What Did the Romans Eat?

A look at the three courses of the Roman cena, common foods like bread, olive oil, garum, dormice and peacock, and the differences between rich and poor at the table.


The Romans ate a Mediterranean diet built around grain, olive oil, and wine, with the evening meal — the cena — serving as the main social and culinary event of the day. A formal cena was divided into three sequential courses: the gustatio (a light appetizer of olives, eggs, or shellfish), the prima mensa (the substantial main course of meat, fish, or fowl), and the secunda mensa (dessert of fruit, nuts, cheese, and sweet cakes). The rhythm of these courses shaped Roman hospitality, politics, and even literary satire, with hosts competing to impress guests at dinner parties called convivia.

The Staples of the Roman Table

For the urban plebeian and the legionary alike, the foundation of the daily diet was bread (panis), baked in communal ovens from wheat imported in vast quantities from Egypt, North Africa, and Gaul. A typical adult consumed roughly one kilogram of grain a day, much of it distributed free or at subsidized prices through the grain dole (annona), formalized under Augustus and reaching as many as 200,000 recipients in the time of the emperor Trajan. Alongside bread, Romans consumed olive oil in nearly every dish, drank wine cut with water and often seawater or honey, and seasoned their food with garum, the pungent fermented fish sauce produced in factories along the coasts of Spain, North Africa, and the Black Sea. The wider context of how these foods were prepared, served, and consumed in Roman daily life is covered in Roman society and daily life.

Rich and Poor at the Table

The gap between patrician and plebeian kitchens was enormous. A poor family in the Subura might subsist on porridge, lentils, turnips, cheese, and cheap wine, supplemented by handouts from patrons during the saturnalia and other festivals. A wealthy senator, by contrast, could feast on exotic fare recorded by the first-century gourmand Marcus Gavius Apicius in his cookbook De re coquinaria: roast peacock (often served to display wealth more than flavor), stuffed dormice (glires) raised in special terracotta jars called gliraria, boiled cuttlefish in its own ink, and flamingo tongues. The poet Juvenal complained bitterly about such excess in his Satires, and the emperor Vitellius reportedly served a single dish — the legendary census — that combined ingredients from across the empire in tribute to the gods.

Meat, Fish, and the Markets

Meat was relatively rare for ordinary Romans, who ate pork, goat, and lamb more often than beef. Pork was the most popular, appearing as sausage, ham, and the festive roast sucking pig. Fish, however, was ubiquitous among the wealthy: the poet Martial wrote smugly about the freshness of mullet from the Bay of Naples, while the statesman Cicero famously dreamed of a dinner date that turned out to be modest on fish. Fresh produce came from the bustling macellum (meat market) and the forum, where traders from across the Mediterranean sold asparagus from Italy, cherries from Roman Britain, and dates from Roman Egypt.

The Grain Dole and the Annona

The Roman state recognized early on that feeding the city of Rome was a political necessity. By the late Republic, subsidized and free grain distributions were common; under Augustus the praefectus annonae was appointed to manage the supply, and under Claudius and Septimius Severus the dole was expanded to include free olive oil. Ships of the Roman navy and merchant fleets, organized from the great port of Ostia, brought grain from Egypt in a six-day voyage from Alexandria during the summer monsoon.

Apicius and the Art of Roman Cooking

The single most important surviving source on Roman cookery is the cookbook attributed to Apicius, a first-century gourmet who allegedly poisoned himself when he calculated that his remaining fortune could only fund a modest menu. The work, compiled in its current form around the fourth century, contains nearly 500 recipes — including a celebrated honey-and-pepper sauce for dormice and a surprisingly sophisticated method for caramelizing vegetables. Roman cooks used herbs such as silphium (now extinct), lovage, rue, and coriander, as well as imported spices that grew costlier as the empire aged: pepper from India, cinnamon from Arabia, and cloves from the Spice Islands. A legionary far from home, stationed on the Roman frontiers, might receive a ration of grain, bacon, salt, and posca (sour wine) — a far cry from Apicius’s feasts, but built on the same Mediterranean foundation.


■ What you should do
Scan the material below, then work out how many of its lines contain the word "marginal"; reply with that number only.

■ Exercise inputs
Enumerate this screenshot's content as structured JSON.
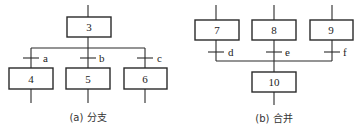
{
  "diagram_a": {
    "caption": "(a) 分支",
    "source_step": "3",
    "target_steps": [
      "4",
      "5",
      "6"
    ],
    "transitions": [
      "a",
      "b",
      "c"
    ]
  },
  "diagram_b": {
    "caption": "(b) 合并",
    "source_steps": [
      "7",
      "8",
      "9"
    ],
    "target_step": "10",
    "transitions": [
      "d",
      "e",
      "f"
    ]
  }
}
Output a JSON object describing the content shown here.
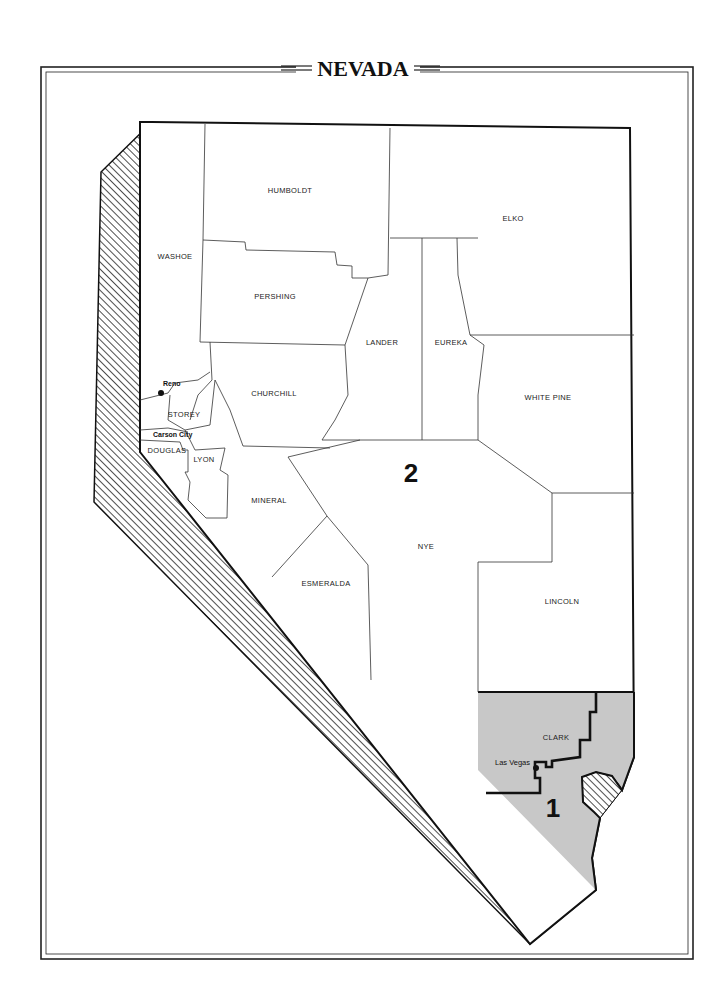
{
  "title": "NEVADA",
  "colors": {
    "background": "#ffffff",
    "frame": "#222222",
    "district_1_fill": "#c8c8c8",
    "district_2_fill": "#ffffff",
    "hatch": "#222222"
  },
  "districts": [
    {
      "number": "1",
      "label": "1",
      "description": "Southern portion of Clark County including Las Vegas"
    },
    {
      "number": "2",
      "label": "2",
      "description": "Remainder of the state"
    }
  ],
  "counties": [
    {
      "name": "HUMBOLDT",
      "label": "HUMBOLDT"
    },
    {
      "name": "ELKO",
      "label": "ELKO"
    },
    {
      "name": "WASHOE",
      "label": "WASHOE"
    },
    {
      "name": "PERSHING",
      "label": "PERSHING"
    },
    {
      "name": "LANDER",
      "label": "LANDER"
    },
    {
      "name": "EUREKA",
      "label": "EUREKA"
    },
    {
      "name": "CHURCHILL",
      "label": "CHURCHILL"
    },
    {
      "name": "WHITE PINE",
      "label": "WHITE PINE"
    },
    {
      "name": "STOREY",
      "label": "STOREY"
    },
    {
      "name": "DOUGLAS",
      "label": "DOUGLAS"
    },
    {
      "name": "LYON",
      "label": "LYON"
    },
    {
      "name": "MINERAL",
      "label": "MINERAL"
    },
    {
      "name": "NYE",
      "label": "NYE"
    },
    {
      "name": "ESMERALDA",
      "label": "ESMERALDA"
    },
    {
      "name": "LINCOLN",
      "label": "LINCOLN"
    },
    {
      "name": "CLARK",
      "label": "CLARK"
    }
  ],
  "cities": [
    {
      "name": "Reno",
      "label": "Reno"
    },
    {
      "name": "Carson City",
      "label": "Carson City"
    },
    {
      "name": "Las Vegas",
      "label": "Las Vegas"
    }
  ]
}
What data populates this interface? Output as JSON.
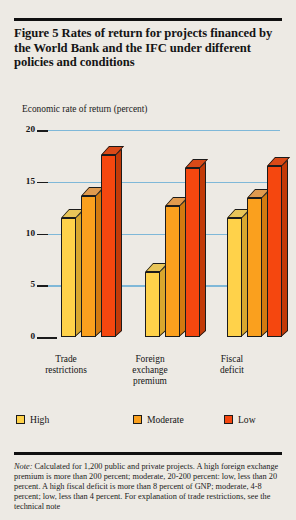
{
  "figure": {
    "title": "Figure 5  Rates of return for projects financed by the World Bank and the IFC under different policies and conditions",
    "axis_label": "Economic rate of return (percent)",
    "note_prefix": "Note:",
    "note": " Calculated for 1,200 public and private projects. A high foreign exchange premium is more than 200 percent; moderate, 20-200 percent: low, less than 20 percent. A high fiscal deficit is more than 8 percent of GNP; moderate, 4-8 percent; low, less than 4 percent. For explanation of trade restrictions, see the technical note"
  },
  "colors": {
    "background": "#edeae4",
    "gridline": "#7fb8d8",
    "axis": "#1b1b1b",
    "high_front": "#ffd24a",
    "high_top": "#e8c558",
    "high_side": "#d8a72e",
    "moderate_front": "#faa01e",
    "moderate_top": "#e09a4e",
    "moderate_side": "#d2７a10",
    "low_front": "#f5470f",
    "low_top": "#d94a18",
    "low_side": "#c23a08"
  },
  "chart_data": {
    "type": "bar",
    "title": "Figure 5  Rates of return for projects financed by the World Bank and the IFC under different policies and conditions",
    "xlabel": "",
    "ylabel": "Economic rate of return (percent)",
    "ylim": [
      0,
      20
    ],
    "yticks": [
      0,
      5,
      10,
      15,
      20
    ],
    "ytick_labels": [
      "0",
      "5",
      "10",
      "15",
      "20"
    ],
    "grid": true,
    "legend_position": "bottom",
    "categories": [
      "Trade restrictions",
      "Foreign exchange premium",
      "Fiscal deficit"
    ],
    "series": [
      {
        "name": "High",
        "values": [
          11.5,
          6.3,
          11.5
        ]
      },
      {
        "name": "Moderate",
        "values": [
          13.6,
          12.7,
          13.4
        ]
      },
      {
        "name": "Low",
        "values": [
          17.6,
          16.3,
          16.5
        ]
      }
    ]
  },
  "group_labels": [
    {
      "line1": "Trade",
      "line2": "restrictions",
      "line3": ""
    },
    {
      "line1": "Foreign",
      "line2": "exchange",
      "line3": "premium"
    },
    {
      "line1": "Fiscal",
      "line2": "deficit",
      "line3": ""
    }
  ],
  "legend": {
    "items": [
      {
        "label": "High"
      },
      {
        "label": "Moderate"
      },
      {
        "label": "Low"
      }
    ]
  }
}
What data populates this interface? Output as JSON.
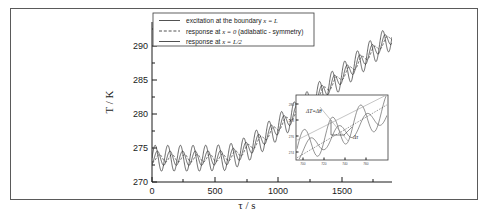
{
  "figure": {
    "background_color": "#ffffff",
    "frame_color": "#5a5a5a",
    "line_color": "#262626"
  },
  "chart_data": {
    "type": "line",
    "title": "",
    "xlabel": "τ / s",
    "ylabel": "T / K",
    "xlim": [
      0,
      1900
    ],
    "ylim": [
      270,
      292
    ],
    "xticks": [
      0,
      500,
      1000,
      1500
    ],
    "xticklabels": [
      "0",
      "500",
      "1000",
      "1500"
    ],
    "yticks": [
      270,
      275,
      280,
      285,
      290
    ],
    "yticklabels": [
      "270",
      "275",
      "280",
      "285",
      "290"
    ],
    "grid": false,
    "legend_position": "upper center",
    "series": [
      {
        "name": "excitation at the boundary x = L",
        "style": "solid",
        "amplitude": 1.9,
        "phase": 0.0,
        "period": 100,
        "description": "largest amplitude oscillation, leads the others"
      },
      {
        "name": "response at x = 0 (adiabatic  - symmetry)",
        "style": "dashed",
        "amplitude": 0.55,
        "phase": 2.1,
        "period": 100,
        "description": "smallest amplitude, most lagged, adiabatic symmetry plane"
      },
      {
        "name": "response at x = L/2",
        "style": "solid",
        "amplitude": 1.05,
        "phase": 1.1,
        "period": 100,
        "description": "intermediate amplitude and phase lag"
      }
    ],
    "baseline_description": "mean temperature ~273.5 K flat until tau~650 s then rising roughly linearly to ~291 K at tau=1900 s",
    "baseline_points": [
      {
        "tau": 0,
        "T": 273.5
      },
      {
        "tau": 200,
        "T": 273.5
      },
      {
        "tau": 400,
        "T": 273.5
      },
      {
        "tau": 600,
        "T": 273.6
      },
      {
        "tau": 700,
        "T": 274.3
      },
      {
        "tau": 800,
        "T": 275.4
      },
      {
        "tau": 900,
        "T": 276.7
      },
      {
        "tau": 1000,
        "T": 278.1
      },
      {
        "tau": 1100,
        "T": 279.5
      },
      {
        "tau": 1200,
        "T": 281.0
      },
      {
        "tau": 1300,
        "T": 282.5
      },
      {
        "tau": 1400,
        "T": 284.0
      },
      {
        "tau": 1500,
        "T": 285.5
      },
      {
        "tau": 1600,
        "T": 287.0
      },
      {
        "tau": 1700,
        "T": 288.5
      },
      {
        "tau": 1800,
        "T": 290.0
      },
      {
        "tau": 1900,
        "T": 291.4
      }
    ]
  },
  "legend": {
    "entries": [
      {
        "label_plain": "excitation at the boundary ",
        "label_italic": "x = L",
        "style": "solid"
      },
      {
        "label_plain": "response at ",
        "label_italic": "x = 0",
        "label_tail": " (adiabatic  - symmetry)",
        "style": "dashed"
      },
      {
        "label_plain": "response at ",
        "label_italic": "x = L/2",
        "style": "solid"
      }
    ]
  },
  "inset": {
    "type": "line",
    "annotations": [
      {
        "text": "ΔT=Δθ",
        "position": "upper-left"
      },
      {
        "text": "Δτ",
        "position": "lower-right"
      }
    ],
    "xticklabels": [
      "700",
      "720",
      "740",
      "760"
    ],
    "yticklabels": [
      "280",
      "278",
      "276",
      "274"
    ],
    "description": "zoom of the transition region showing the temperature amplitude difference and the time shift between excitation and response"
  }
}
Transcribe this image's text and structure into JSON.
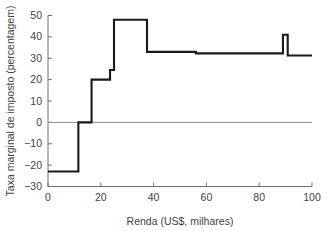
{
  "chart_data": {
    "type": "line",
    "subtype": "step",
    "title": "",
    "xlabel": "Renda (US$, milhares)",
    "ylabel": "Taxa marginal de imposto (percentagem)",
    "xlim": [
      0,
      100
    ],
    "ylim": [
      -30,
      50
    ],
    "xticks": [
      0,
      20,
      40,
      60,
      80,
      100
    ],
    "xtick_labels": [
      "0",
      "20",
      "40",
      "60",
      "80",
      "100"
    ],
    "yticks": [
      -30,
      -20,
      -10,
      0,
      10,
      20,
      30,
      40,
      50
    ],
    "ytick_labels": [
      "−30",
      "−20",
      "−10",
      "0",
      "10",
      "20",
      "30",
      "40",
      "50"
    ],
    "grid": false,
    "legend": null,
    "zero_reference_line": 0,
    "line_color": "#1a1a1a",
    "axis_color": "#6e6e6e",
    "text_color": "#3f3f3f",
    "series": [
      {
        "name": "Taxa marginal de imposto",
        "step_segments": [
          {
            "x_start": 0.0,
            "x_end": 11.5,
            "y": -23.0
          },
          {
            "x_start": 11.5,
            "x_end": 16.5,
            "y": 0.0
          },
          {
            "x_start": 16.5,
            "x_end": 23.5,
            "y": 20.0
          },
          {
            "x_start": 23.5,
            "x_end": 25.0,
            "y": 24.5
          },
          {
            "x_start": 25.0,
            "x_end": 37.5,
            "y": 48.0
          },
          {
            "x_start": 37.5,
            "x_end": 56.0,
            "y": 33.0
          },
          {
            "x_start": 56.0,
            "x_end": 89.0,
            "y": 32.3
          },
          {
            "x_start": 89.0,
            "x_end": 90.8,
            "y": 41.0
          },
          {
            "x_start": 90.8,
            "x_end": 100.0,
            "y": 31.3
          }
        ]
      }
    ]
  }
}
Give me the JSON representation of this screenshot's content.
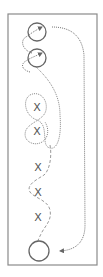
{
  "diagram": {
    "type": "drill-path",
    "frame": {
      "x": 8,
      "y": 14,
      "width": 89,
      "height": 251,
      "stroke": "#8a8a8a"
    },
    "colors": {
      "line": "#6f6f6f",
      "dashed": "#9a9a9a",
      "marker": "#555555"
    },
    "circles": [
      {
        "label": "start-circle-1",
        "cx": 37,
        "cy": 32,
        "r": 9
      },
      {
        "label": "start-circle-2",
        "cx": 37,
        "cy": 58,
        "r": 9
      },
      {
        "label": "end-circle",
        "cx": 39,
        "cy": 251,
        "r": 10
      }
    ],
    "markers": [
      {
        "glyph": "X",
        "x": 37,
        "y": 107
      },
      {
        "glyph": "X",
        "x": 37,
        "y": 131
      },
      {
        "glyph": "X",
        "x": 38,
        "y": 167
      },
      {
        "glyph": "X",
        "x": 38,
        "y": 192
      },
      {
        "glyph": "X",
        "x": 38,
        "y": 217
      }
    ]
  }
}
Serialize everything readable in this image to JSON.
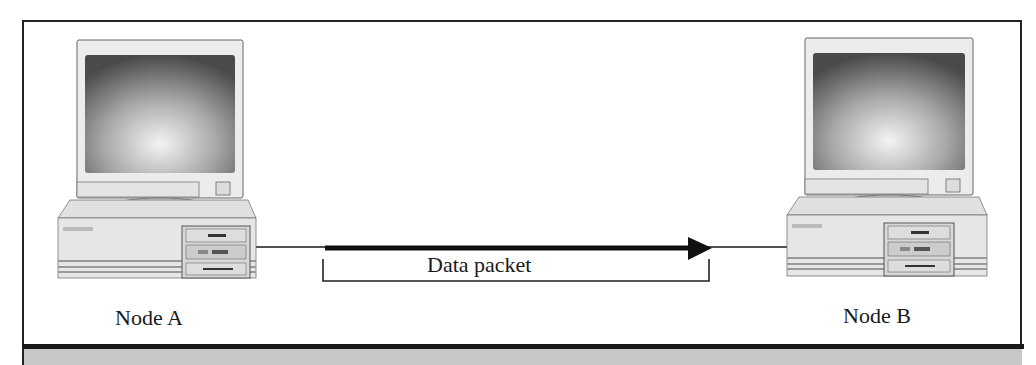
{
  "diagram": {
    "type": "network-transmission",
    "nodes": [
      {
        "id": "A",
        "label": "Node A",
        "icon": "desktop-computer-icon"
      },
      {
        "id": "B",
        "label": "Node B",
        "icon": "desktop-computer-icon"
      }
    ],
    "link": {
      "from": "A",
      "to": "B",
      "style": "line"
    },
    "packet": {
      "label": "Data packet",
      "direction": "A-to-B",
      "icon": "arrow-right-icon"
    },
    "colors": {
      "frame": "#222222",
      "band": "#c8c8c8",
      "line": "#1a1a1a"
    }
  }
}
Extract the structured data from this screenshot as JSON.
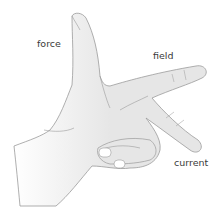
{
  "diagram": {
    "labels": {
      "force": "force",
      "field": "field",
      "current": "current"
    },
    "colors": {
      "hand_fill": "#e6e6e6",
      "outline": "#9a9a9a",
      "text": "#3a3a3a",
      "background": "#ffffff"
    }
  }
}
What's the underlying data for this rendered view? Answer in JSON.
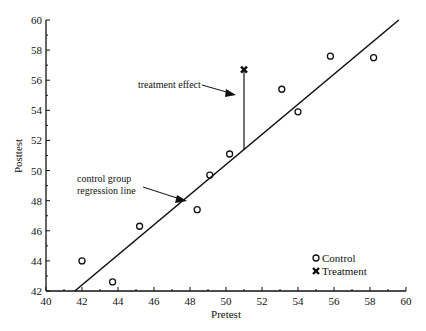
{
  "chart_data": {
    "type": "scatter",
    "title": "",
    "xlabel": "Pretest",
    "ylabel": "Posttest",
    "xlim": [
      40,
      60
    ],
    "ylim": [
      42,
      60
    ],
    "x_ticks": [
      40,
      42,
      44,
      46,
      48,
      50,
      52,
      54,
      56,
      58,
      60
    ],
    "y_ticks": [
      42,
      44,
      46,
      48,
      50,
      52,
      54,
      56,
      58,
      60
    ],
    "grid": false,
    "legend_position": "lower right",
    "series": [
      {
        "name": "Control",
        "marker": "open-circle",
        "points": [
          {
            "x": 42.0,
            "y": 44.0
          },
          {
            "x": 43.7,
            "y": 42.6
          },
          {
            "x": 45.2,
            "y": 46.3
          },
          {
            "x": 48.4,
            "y": 47.4
          },
          {
            "x": 49.1,
            "y": 49.7
          },
          {
            "x": 50.2,
            "y": 51.1
          },
          {
            "x": 53.1,
            "y": 55.4
          },
          {
            "x": 54.0,
            "y": 53.9
          },
          {
            "x": 55.8,
            "y": 57.6
          },
          {
            "x": 58.2,
            "y": 57.5
          }
        ]
      },
      {
        "name": "Treatment",
        "marker": "filled-x",
        "points": [
          {
            "x": 51.0,
            "y": 56.7
          }
        ]
      }
    ],
    "regression_line": {
      "label": "control group regression line",
      "from": {
        "x": 41.6,
        "y": 42.0
      },
      "to": {
        "x": 59.6,
        "y": 60.0
      }
    },
    "annotations": [
      {
        "id": "treatment-effect",
        "text": "treatment effect",
        "line_x": 51.0,
        "line_y_from": 56.6,
        "line_y_to": 51.4
      },
      {
        "id": "regression-label",
        "lines": [
          "control group",
          "regression line"
        ]
      }
    ],
    "legend": [
      "Control",
      "Treatment"
    ]
  }
}
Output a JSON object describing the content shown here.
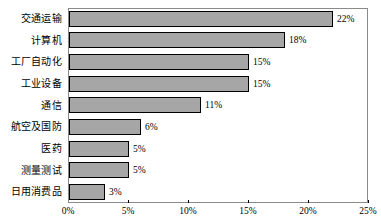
{
  "chart_data": {
    "type": "bar",
    "orientation": "horizontal",
    "title": "",
    "xlabel": "",
    "ylabel": "",
    "xlim": [
      0,
      25
    ],
    "grid": false,
    "legend": null,
    "value_suffix": "%",
    "categories": [
      "交通运输",
      "计算机",
      "工厂自动化",
      "工业设备",
      "通信",
      "航空及国防",
      "医药",
      "测量测试",
      "日用消费品"
    ],
    "values": [
      22,
      18,
      15,
      15,
      11,
      6,
      5,
      5,
      3
    ],
    "data_labels": [
      "22%",
      "18%",
      "15%",
      "15%",
      "11%",
      "6%",
      "5%",
      "5%",
      "3%"
    ],
    "xticks": [
      0,
      5,
      10,
      15,
      20,
      25
    ],
    "xtick_labels": [
      "0%",
      "5%",
      "10%",
      "15%",
      "20%",
      "25%"
    ],
    "bar_color": "#a6a6a6",
    "bar_border_color": "#000000",
    "frame_color": "#8a8a8a"
  }
}
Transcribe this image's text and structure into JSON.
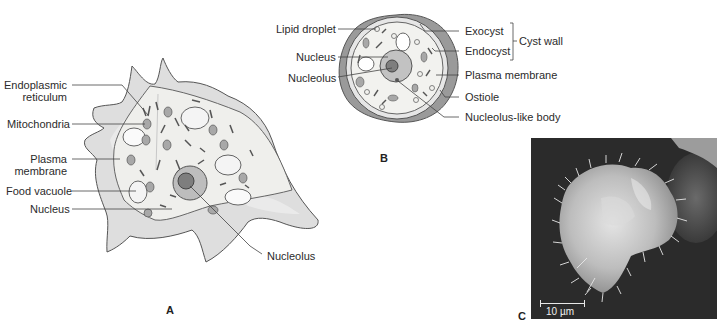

■ Solution for this exercise
2